GDPR and similar regulations are designed to protect data that can be used to uniquely identify an individual from exposure. The same protections do not apply to data that has been sufficiently obfuscated to make this impossible. While many data anonymization solutions in active use are insufficient to meet the requirements of the GDPR, effective data masking algorithms can allow organizations to usefully process obfuscated data while remaining compliant with the GDPR and other data privacy laws.

The Increasing Demand for Data Masking

The landscape of data protection regulations is growing and is likely to continue doing so for some time. Organizations that collect, process, store, or transmit customer data that is protected under the regulations can expect to be required to comply with increasingly stringent limits on when and how this data can be used.

Since data protection regulations do not apply to properly anonymized and obfuscated data, the market for effective data masking solutions is expected to grow rapidly. Between 2019 and 2027, the market for data masking solutions is expected to achieve a compound annual growth rate (CAGR) of 14.8%.

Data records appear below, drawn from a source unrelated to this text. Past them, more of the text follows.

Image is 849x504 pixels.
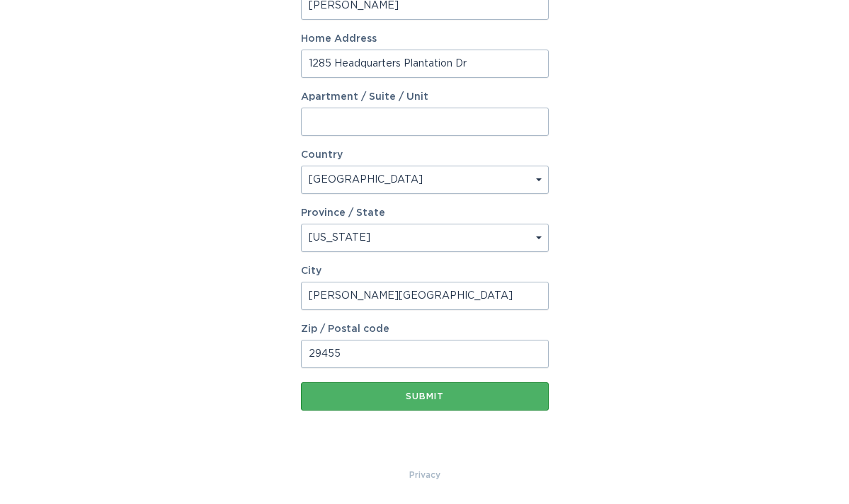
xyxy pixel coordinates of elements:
label: Country [301,150,343,160]
label: Apartment / Suite / Unit [301,92,549,102]
a: Privacy Policy & Terms of Use [409,467,440,483]
button: Submit [301,382,549,410]
label: Home Address [301,34,549,44]
div: Submit [308,392,541,400]
label: Zip / Postal code [301,324,549,334]
label: City [301,266,549,276]
label: Province / State [301,208,385,218]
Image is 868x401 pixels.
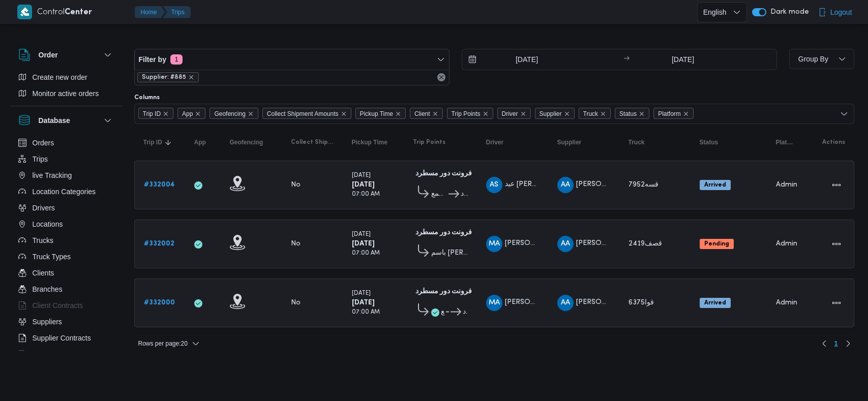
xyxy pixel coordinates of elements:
span: 1 active filters [170,54,182,64]
button: Rows per page:20 [134,337,204,350]
span: Status [700,138,719,146]
button: Open list of options [840,110,848,118]
span: Locations [33,218,63,230]
button: Remove Collect Shipment Amounts from selection in this group [340,110,347,117]
button: Location Categories [14,184,118,200]
button: Previous page [818,337,831,350]
span: Pickup Time [360,108,393,119]
button: Devices [14,346,118,362]
button: Drivers [14,200,118,216]
button: Trip IDSorted in descending order [139,134,180,150]
span: AA [561,295,570,311]
small: 07:00 AM [352,192,380,197]
span: [PERSON_NAME] [576,181,634,188]
span: Trip Points [447,108,493,119]
span: Pickup Time [352,138,387,146]
small: [DATE] [352,291,371,296]
b: [DATE] [352,182,375,188]
label: Columns [134,93,159,102]
button: Actions [829,177,844,193]
div: Order [10,69,122,106]
span: قوا6375 [629,299,654,305]
span: Logout [831,6,852,18]
div: No [291,239,300,249]
h3: Order [39,49,58,61]
button: Client Contracts [14,297,118,314]
button: Truck Types [14,249,118,265]
b: [DATE] [352,240,375,247]
span: Client [414,108,430,119]
span: قسه7952 [629,182,658,188]
span: Truck [578,108,611,119]
b: Pending [705,240,729,247]
span: Rows per page : 20 [138,337,188,350]
div: No [291,298,300,308]
span: Supplier [535,108,574,119]
span: Trip Points [413,138,446,146]
b: فرونت دور مسطرد [416,288,472,295]
span: Collect Shipment Amounts [267,108,338,119]
b: # 332004 [144,182,175,188]
button: Create new order [14,69,118,85]
button: Supplier [553,134,614,150]
span: Client [410,108,443,119]
button: Driver [482,134,543,150]
span: Platform [776,138,794,146]
button: Remove App from selection in this group [195,110,201,117]
b: Arrived [705,299,726,305]
span: Branches [33,283,62,295]
span: Trip ID; Sorted in descending order [143,138,162,146]
button: Suppliers [14,314,118,330]
span: Orders [33,137,54,149]
button: Next page [842,337,854,350]
button: Clients [14,265,118,281]
span: MA [489,236,500,252]
b: # 332000 [144,299,175,305]
span: Admin [776,240,797,247]
span: [PERSON_NAME] [576,240,634,247]
button: Page 1 of 1 [831,337,842,350]
span: MA [489,295,500,311]
span: [PERSON_NAME] [PERSON_NAME] [505,240,623,247]
span: AA [561,177,570,193]
span: App [194,138,206,146]
button: Trips [14,151,118,167]
span: Supplier [557,138,582,146]
button: Remove Pickup Time from selection in this group [395,110,401,117]
span: Trip Points [452,108,481,119]
b: Center [64,9,92,16]
span: باسم [PERSON_NAME] [431,247,468,259]
span: Trips [33,153,48,165]
span: فرونت دور مسطرد [462,305,467,318]
button: Actions [829,236,844,252]
span: عيد [PERSON_NAME] [PERSON_NAME] [505,181,635,188]
span: Status [619,108,637,119]
span: Client Contracts [33,299,83,312]
span: Truck [629,138,645,146]
span: Admin [776,299,797,305]
button: Logout [814,2,856,22]
span: Supplier Contracts [33,332,91,344]
span: Group By [798,55,829,63]
button: Trips [163,6,191,18]
button: live Tracking [14,167,118,184]
button: Remove Platform from selection in this group [683,110,689,117]
span: لولو ماركت التجمع [431,188,447,200]
button: Order [18,49,114,61]
span: Status [615,108,650,119]
span: اوسكار التجمع [441,305,444,318]
button: Monitor active orders [14,85,118,102]
button: Geofencing [226,134,277,150]
span: Arrived [700,180,731,190]
b: # 332002 [144,240,174,247]
a: #332002 [144,238,174,250]
span: Admin [776,182,797,188]
span: Platform [654,108,694,119]
div: Aid Said Aid Said Biomai [486,177,502,193]
span: Drivers [33,202,55,214]
input: Press the down key to open a popover containing a calendar. [462,49,578,70]
span: Trucks [33,234,54,247]
button: Platform [772,134,798,150]
span: Arrived [700,297,731,308]
input: Press the down key to open a popover containing a calendar. [633,49,734,70]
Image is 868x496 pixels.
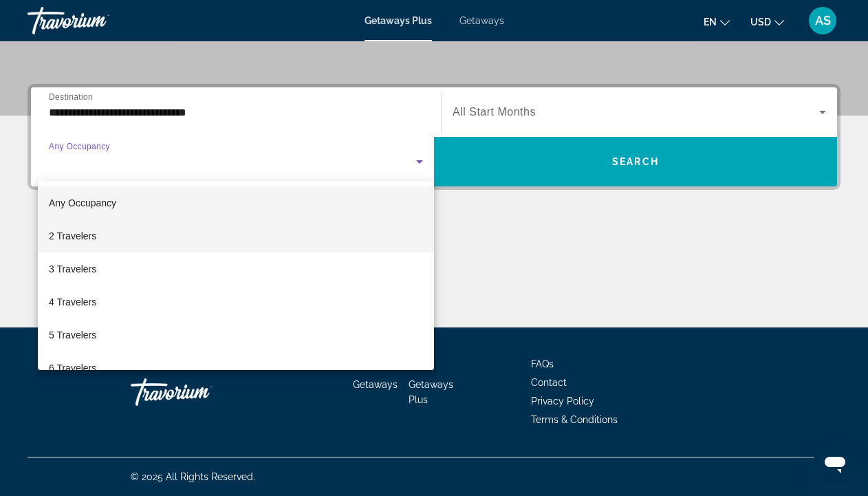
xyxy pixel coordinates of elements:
iframe: Кнопка запуска окна обмена сообщениями [813,441,857,485]
span: 4 Travelers [49,294,97,310]
span: 6 Travelers [49,359,97,376]
span: 5 Travelers [49,326,97,343]
span: Any Occupancy [49,197,116,208]
span: 3 Travelers [49,261,97,277]
span: 2 Travelers [49,228,97,244]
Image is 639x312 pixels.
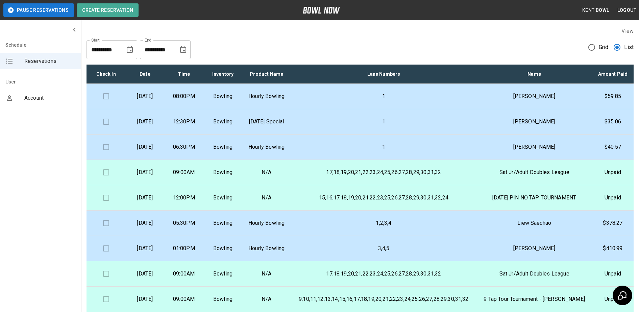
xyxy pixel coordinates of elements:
p: [DATE] [131,118,159,126]
button: Logout [615,4,639,17]
span: Reservations [24,57,76,65]
p: Bowling [209,219,237,227]
p: [DATE] [131,194,159,202]
p: $410.99 [598,244,629,253]
p: 1 [296,92,471,100]
p: 05:30PM [170,219,198,227]
p: [PERSON_NAME] [482,118,587,126]
p: [PERSON_NAME] [482,244,587,253]
span: Account [24,94,76,102]
p: Hourly Bowling [248,219,285,227]
p: 12:30PM [170,118,198,126]
p: $35.06 [598,118,629,126]
p: Bowling [209,270,237,278]
p: $59.85 [598,92,629,100]
p: N/A [248,270,285,278]
p: 9,10,11,12,13,14,15,16,17,18,19,20,21,22,23,24,25,26,27,28,29,30,31,32 [296,295,471,303]
p: 15,16,17,18,19,20,21,22,23,25,26,27,28,29,30,31,32,24 [296,194,471,202]
p: Bowling [209,143,237,151]
p: N/A [248,295,285,303]
th: Product Name [242,65,291,84]
span: Grid [599,43,609,51]
button: Choose date, selected date is Aug 12, 2025 [123,43,137,56]
p: Hourly Bowling [248,92,285,100]
button: Create Reservation [77,3,139,17]
img: logo [303,7,340,14]
p: N/A [248,168,285,176]
p: Unpaid [598,295,629,303]
p: Unpaid [598,270,629,278]
p: Unpaid [598,194,629,202]
button: Choose date, selected date is Sep 12, 2025 [176,43,190,56]
label: View [622,28,634,34]
p: 09:00AM [170,295,198,303]
th: Name [477,65,592,84]
p: 12:00PM [170,194,198,202]
p: [DATE] [131,168,159,176]
button: Kent Bowl [580,4,612,17]
p: [DATE] [131,244,159,253]
p: Liew Saechao [482,219,587,227]
p: 09:00AM [170,168,198,176]
p: Bowling [209,295,237,303]
th: Inventory [204,65,242,84]
p: 06:30PM [170,143,198,151]
p: [DATE] [131,92,159,100]
p: 08:00PM [170,92,198,100]
p: [PERSON_NAME] [482,143,587,151]
p: Bowling [209,168,237,176]
th: Date [125,65,164,84]
p: [DATE] [131,270,159,278]
p: 1 [296,143,471,151]
p: Sat Jr/Adult Doubles League [482,168,587,176]
p: 09:00AM [170,270,198,278]
p: Bowling [209,244,237,253]
p: 3,4,5 [296,244,471,253]
p: 9 Tap Tour Tournament - [PERSON_NAME] [482,295,587,303]
p: Bowling [209,194,237,202]
p: Hourly Bowling [248,244,285,253]
p: Unpaid [598,168,629,176]
p: [DATE] [131,295,159,303]
th: Check In [87,65,125,84]
p: $378.27 [598,219,629,227]
p: 17,18,19,20,21,22,23,24,25,26,27,28,29,30,31,32 [296,168,471,176]
p: Bowling [209,92,237,100]
th: Amount Paid [592,65,634,84]
p: 01:00PM [170,244,198,253]
button: Pause Reservations [3,3,74,17]
p: $40.57 [598,143,629,151]
p: Hourly Bowling [248,143,285,151]
p: [PERSON_NAME] [482,92,587,100]
th: Time [165,65,204,84]
p: Bowling [209,118,237,126]
p: [DATE] [131,219,159,227]
th: Lane Numbers [291,65,477,84]
p: N/A [248,194,285,202]
p: [DATE] Special [248,118,285,126]
p: [DATE] [131,143,159,151]
p: 1,2,3,4 [296,219,471,227]
p: 1 [296,118,471,126]
p: 17,18,19,20,21,22,23,24,25,26,27,28,29,30,31,32 [296,270,471,278]
p: Sat Jr/Adult Doubles League [482,270,587,278]
p: [DATE] PIN NO TAP TOURNAMENT [482,194,587,202]
span: List [624,43,634,51]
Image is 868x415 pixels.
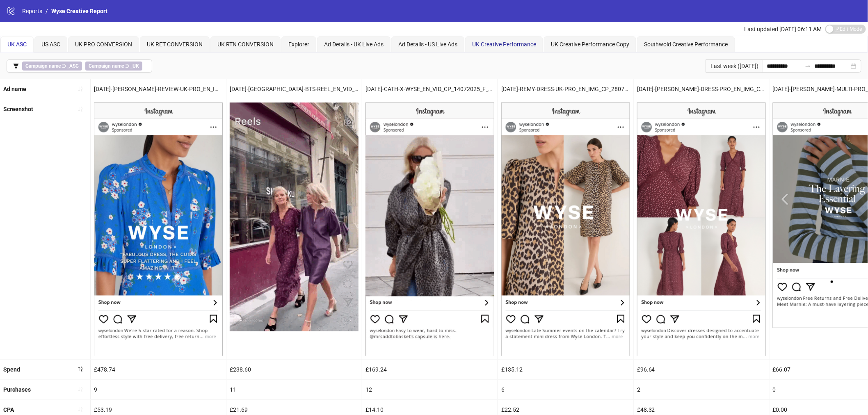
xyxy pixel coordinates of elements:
[7,60,152,73] button: Campaign name ∋ _ASCCampaign name ∋ _UK
[130,63,139,69] b: _UK
[227,380,362,400] div: 11
[362,360,497,380] div: £169.24
[362,79,497,99] div: [DATE]-CATH-X-WYSE_EN_VID_CP_14072025_F_CC_SC1_None_NEWSEASON
[13,63,19,69] span: filter
[745,26,822,32] span: Last updated [DATE] 06:11 AM
[77,366,84,372] span: sort-descending
[67,63,79,69] b: _ASC
[21,7,44,16] a: Reports
[706,60,763,73] div: Last week ([DATE])
[227,360,362,380] div: £238.60
[230,102,358,332] img: Screenshot 120230947599570055
[634,360,769,380] div: £96.64
[498,360,633,380] div: £135.12
[94,102,222,356] img: Screenshot 120229138606330055
[147,41,203,48] span: UK RET CONVERSION
[41,41,60,48] span: US ASC
[288,41,310,48] span: Explorer
[3,366,20,373] b: Spend
[227,79,362,99] div: [DATE]-[GEOGRAPHIC_DATA]-BTS-REEL_EN_VID_NI_20082025_F_CC_SC8_USP11_LOFI
[805,63,811,69] span: to
[77,386,84,392] span: sort-ascending
[77,106,84,112] span: sort-ascending
[498,79,633,99] div: [DATE]-REMY-DRESS-UK-PRO_EN_IMG_CP_28072025_F_CC_SC1_None_NEWSEASON
[3,86,26,92] b: Ad name
[91,79,226,99] div: [DATE]-[PERSON_NAME]-REVIEW-UK-PRO_EN_IMG_CP_28072025_F_CC_SC9_None_NEWSEASON
[77,86,84,92] span: sort-ascending
[805,63,811,69] span: swap-right
[77,406,84,412] span: sort-ascending
[91,380,226,400] div: 9
[51,8,107,15] span: Wyse Creative Report
[399,41,457,48] span: Ad Details - US Live Ads
[472,41,536,48] span: UK Creative Performance
[362,380,497,400] div: 12
[324,41,383,48] span: Ad Details - UK Live Ads
[3,406,14,413] b: CPA
[3,106,34,112] b: Screenshot
[551,41,630,48] span: UK Creative Performance Copy
[85,62,143,71] span: ∋
[75,41,132,48] span: UK PRO CONVERSION
[366,102,494,356] img: Screenshot 120227631583960055
[634,380,769,400] div: 2
[218,41,274,48] span: UK RTN CONVERSION
[7,41,27,48] span: UK ASC
[634,79,769,99] div: [DATE]-[PERSON_NAME]-DRESS-PRO_EN_IMG_CP_12082025_F_CC_SC17_USP3_ECOM
[3,386,30,393] b: Purchases
[644,41,728,48] span: Southwold Creative Performance
[637,102,766,356] img: Screenshot 120229972548530055
[502,102,630,356] img: Screenshot 120229138630260055
[46,7,48,16] li: /
[22,62,82,71] span: ∋
[498,380,633,400] div: 6
[91,360,226,380] div: £478.74
[26,63,61,69] b: Campaign name
[88,63,124,69] b: Campaign name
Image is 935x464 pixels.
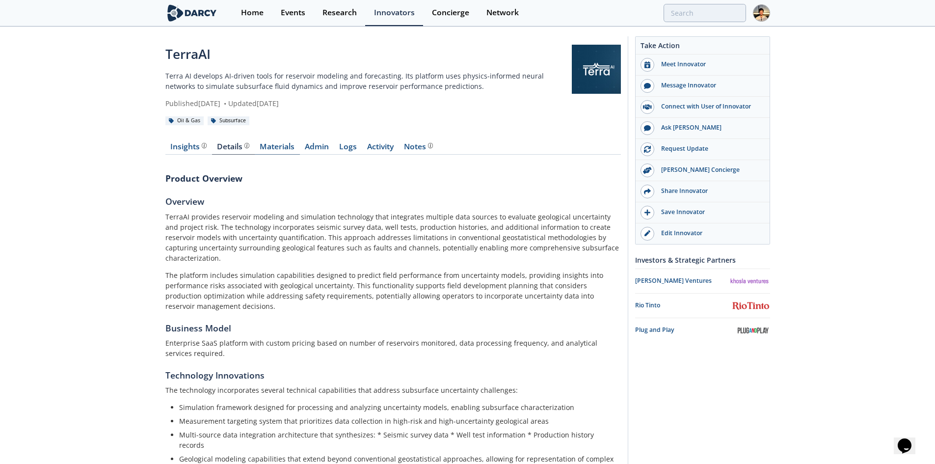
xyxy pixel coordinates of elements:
[165,270,621,311] p: The platform includes simulation capabilities designed to predict field performance from uncertai...
[165,195,621,208] h5: Overview
[654,60,764,69] div: Meet Innovator
[635,272,770,290] a: [PERSON_NAME] Ventures Khosla Ventures
[170,143,207,151] div: Insights
[165,45,572,64] div: TerraAI
[165,338,621,358] p: Enterprise SaaS platform with custom pricing based on number of reservoirs monitored, data proces...
[202,143,207,148] img: information.svg
[334,143,362,155] a: Logs
[165,4,219,22] img: logo-wide.svg
[654,81,764,90] div: Message Innovator
[300,143,334,155] a: Admin
[729,274,770,288] img: Khosla Ventures
[244,143,250,148] img: information.svg
[432,9,469,17] div: Concierge
[753,4,770,22] img: Profile
[635,251,770,269] div: Investors & Strategic Partners
[654,144,764,153] div: Request Update
[179,402,614,412] li: Simulation framework designed for processing and analyzing uncertainty models, enabling subsurfac...
[165,116,204,125] div: Oil & Gas
[428,143,433,148] img: information.svg
[729,299,770,312] img: Rio Tinto
[636,202,770,223] button: Save Innovator
[255,143,300,155] a: Materials
[404,143,433,151] div: Notes
[654,123,764,132] div: Ask [PERSON_NAME]
[217,143,249,151] div: Details
[165,322,621,334] h5: Business Model
[165,369,621,381] h5: Technology Innovations
[212,143,255,155] a: Details
[222,99,228,108] span: •
[654,165,764,174] div: [PERSON_NAME] Concierge
[654,102,764,111] div: Connect with User of Innovator
[179,416,614,426] li: Measurement targeting system that prioritizes data collection in high-risk and high-uncertainty g...
[241,9,264,17] div: Home
[374,9,415,17] div: Innovators
[281,9,305,17] div: Events
[165,143,212,155] a: Insights
[636,223,770,244] a: Edit Innovator
[635,301,729,310] div: Rio Tinto
[654,229,764,238] div: Edit Innovator
[635,297,770,314] a: Rio Tinto Rio Tinto
[165,71,572,91] p: Terra AI develops AI-driven tools for reservoir modeling and forecasting. Its platform uses physi...
[736,322,770,339] img: Plug and Play
[323,9,357,17] div: Research
[362,143,399,155] a: Activity
[179,430,614,450] li: Multi-source data integration architecture that synthesizes: * Seismic survey data * Well test in...
[165,212,621,263] p: TerraAI provides reservoir modeling and simulation technology that integrates multiple data sourc...
[486,9,519,17] div: Network
[894,425,925,454] iframe: chat widget
[208,116,250,125] div: Subsurface
[636,40,770,54] div: Take Action
[635,276,729,285] div: [PERSON_NAME] Ventures
[654,187,764,195] div: Share Innovator
[635,322,770,339] a: Plug and Play Plug and Play
[165,98,572,108] div: Published [DATE] Updated [DATE]
[664,4,746,22] input: Advanced Search
[399,143,438,155] a: Notes
[635,325,736,334] div: Plug and Play
[654,208,764,216] div: Save Innovator
[165,172,621,185] h3: Product Overview
[165,385,621,395] p: The technology incorporates several technical capabilities that address subsurface uncertainty ch...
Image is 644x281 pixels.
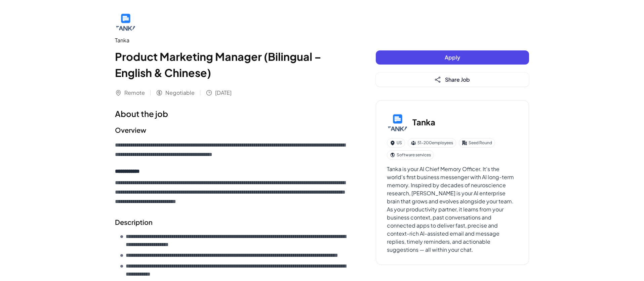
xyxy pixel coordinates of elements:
[115,11,136,32] img: Ta
[459,138,495,147] div: Seed Round
[376,73,529,87] button: Share Job
[115,125,349,135] h2: Overview
[387,111,408,133] img: Ta
[376,51,529,64] button: Apply
[445,54,460,61] span: Apply
[115,107,349,120] h1: About the job
[115,217,349,227] h2: Description
[387,150,434,160] div: Software services
[387,165,518,253] div: Tanka is your AI Chief Memory Officer. It's the world's first business messenger with AI long-ter...
[115,48,349,81] h1: Product Marketing Manager (Bilingual – English & Chinese)
[115,36,349,44] div: Tanka
[387,138,405,147] div: US
[412,116,435,128] h3: Tanka
[125,89,145,97] span: Remote
[165,89,195,97] span: Negotiable
[408,138,456,147] div: 51-200 employees
[445,76,470,83] span: Share Job
[215,89,232,97] span: [DATE]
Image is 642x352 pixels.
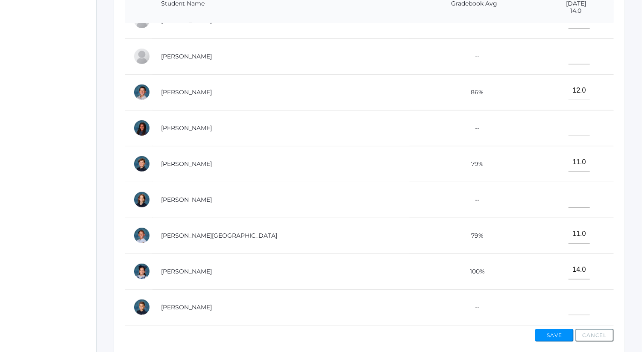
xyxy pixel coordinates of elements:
[410,218,538,254] td: 79%
[410,254,538,289] td: 100%
[133,227,150,244] div: Preston Veenendaal
[133,120,150,137] div: Norah Hosking
[575,329,614,342] button: Cancel
[161,268,212,275] a: [PERSON_NAME]
[133,155,150,172] div: Asher Pedersen
[161,53,212,60] a: [PERSON_NAME]
[133,48,150,65] div: Eli Henry
[410,38,538,74] td: --
[161,160,212,168] a: [PERSON_NAME]
[161,124,212,132] a: [PERSON_NAME]
[410,146,538,182] td: 79%
[535,329,573,342] button: Save
[161,232,277,240] a: [PERSON_NAME][GEOGRAPHIC_DATA]
[161,196,212,204] a: [PERSON_NAME]
[161,304,212,311] a: [PERSON_NAME]
[546,7,605,15] span: 14.0
[133,191,150,208] div: Nathaniel Torok
[410,289,538,325] td: --
[133,84,150,101] div: Levi Herrera
[410,110,538,146] td: --
[161,88,212,96] a: [PERSON_NAME]
[410,182,538,218] td: --
[410,74,538,110] td: 86%
[133,263,150,280] div: Annabelle Yepiskoposyan
[133,299,150,316] div: Brayden Zacharia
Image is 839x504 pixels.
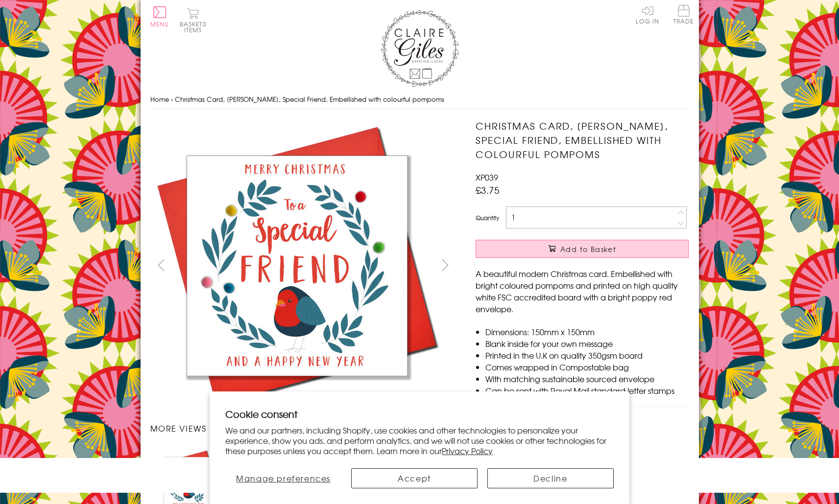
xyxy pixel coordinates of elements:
button: Manage preferences [225,468,341,488]
span: XP039 [476,172,498,183]
img: Christmas Card, Robin, Special Friend, Embellished with colourful pompoms [456,119,750,413]
span: Christmas Card, [PERSON_NAME], Special Friend, Embellished with colourful pompoms [175,94,444,104]
span: 0 items [184,19,207,34]
span: Trade [674,5,694,24]
li: With matching sustainable sourced envelope [486,373,689,385]
a: Privacy Policy [442,445,493,457]
p: A beautiful modern Christmas card. Embellished with bright coloured pompoms and printed on high q... [476,268,689,315]
button: Add to Basket [476,240,689,258]
span: £3.75 [476,183,499,196]
h1: Christmas Card, [PERSON_NAME], Special Friend, Embellished with colourful pompoms [476,119,689,161]
button: Basket0 items [180,8,207,33]
button: Decline [488,468,614,488]
li: Comes wrapped in Compostable bag [486,361,689,373]
li: Printed in the U.K on quality 350gsm board [486,349,689,361]
img: Claire Giles Greetings Cards [381,10,459,87]
h3: More views [150,422,456,434]
a: Home [150,94,169,104]
span: Menu [150,19,170,29]
nav: breadcrumbs [150,90,689,110]
span: › [171,94,173,104]
button: next [434,254,456,276]
button: Menu [150,6,170,27]
button: Accept [351,468,478,488]
li: Blank inside for your own message [486,338,689,349]
a: Trade [674,5,694,26]
span: Add to Basket [561,245,616,254]
span: Manage preferences [236,472,331,484]
li: Dimensions: 150mm x 150mm [486,326,689,338]
h2: Cookie consent [225,407,614,421]
a: Log In [636,5,659,24]
p: We and our partners, including Shopify, use cookies and other technologies to personalize your ex... [225,425,614,456]
button: prev [150,254,172,276]
label: Quantity [476,213,499,222]
img: Christmas Card, Robin, Special Friend, Embellished with colourful pompoms [150,119,444,413]
li: Can be sent with Royal Mail standard letter stamps [486,385,689,397]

Organizations looking for an effective data obfuscation solution that leaves data still usable for processing in untrusted environments (development, quality assurance, etc.) need a data masking solution that is scalable and configurable to allow masking algorithms to meet the needs of the sensitive data in question. Since organizations process a wide variety of sensitive data, the ability to automatically detect and obfuscate instances of protected data (based upon the requirements of applicable regulations) using algorithms configurable to the data and environment in question can dramatically simplify the process of achieving and maintaining compliance with current (and future) data protection regulations.